The demons—for there could no longer be any doubt as to what they were—slowed their stride. Twice, Stephen tried to count them and failed. He made no third attempt. He swung his sword round and held it level, glancing from side to side. How? he thought, as Gilliam became a wall at his back. How did they get here?
“Well met,” Sor na Shannen said again, as she stepped from the darkness to the darkness, gleaming like polished obsidian. “We have unfinished business with all of you.” She raised her arms and spoke three harsh words; the darkness fell from her shoulders like a cast-off cloak. Beneath it, her raiment was fire.
“High Winter makes you bold,” Evayne said, her expression unreadable.
“No, seeress,” Sor na Shannen replied. “It makes me powerful.” Like a whip, fire leaped from her hands. The snow and the ice that she stood on were gone in an instant, as was the slumbering grass beneath them; the fire left red and white rock sizzling in its wake.
“Wild Fire,” Evayne’s whisper was a weary one.
“Oh, yes,” the demon replied. “And now, before Winter passes, let us see an end to this.”

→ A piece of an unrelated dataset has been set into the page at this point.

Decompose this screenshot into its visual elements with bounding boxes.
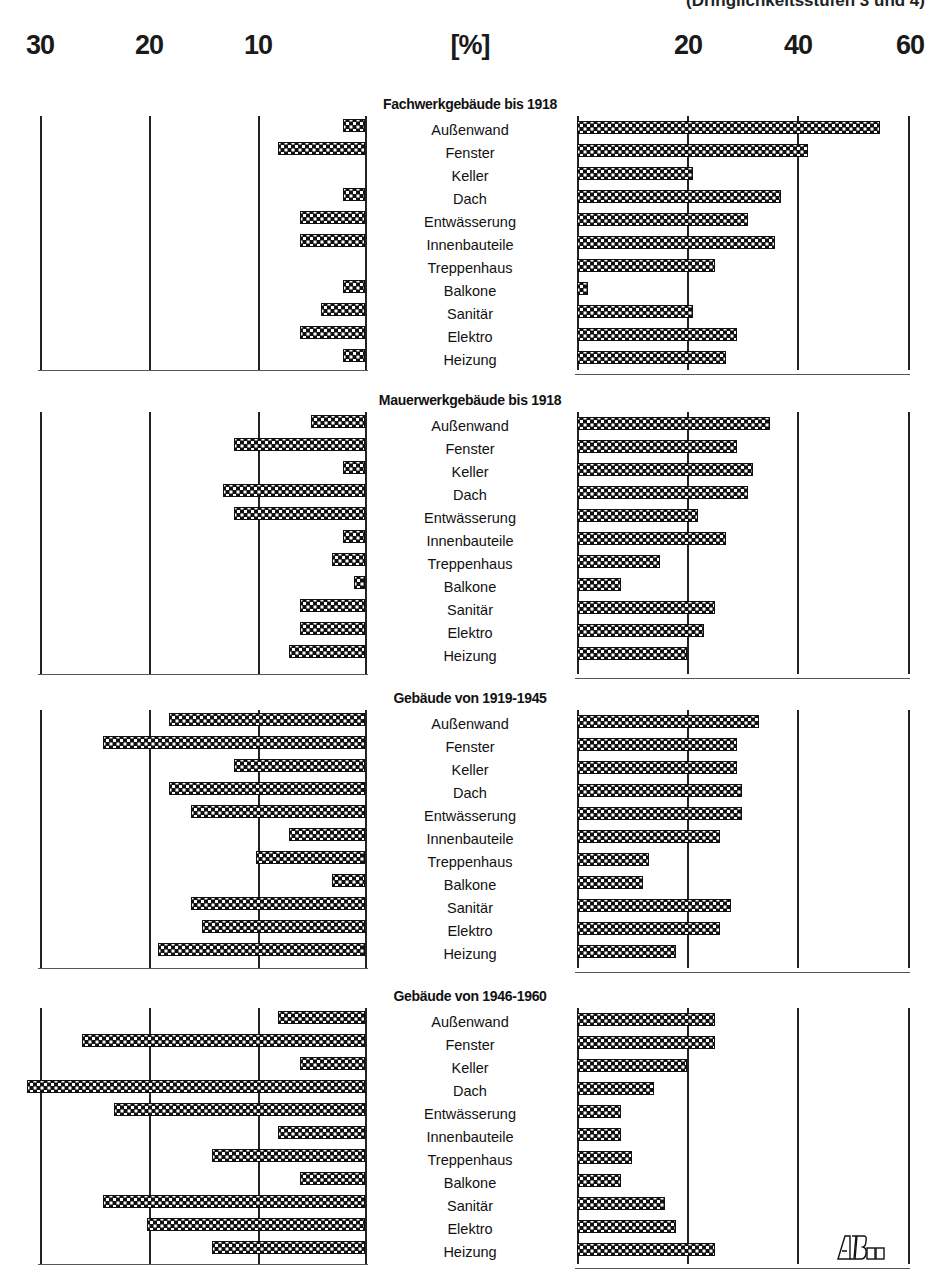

The seeress nodded quietly. “Before Winter ends.” And she, too, lifted her hands. In comparison, they seemed thin and frail, bereft of power or magic. She carried only a dagger, and it was a meager and pathetic weapon. A flash of purple in the handle caught the orange light and glinted softly above her head as she gazed into the moonless night.
The laughter of the demoness carried across the silent, winter landscape. “Did you truly think to stop us?”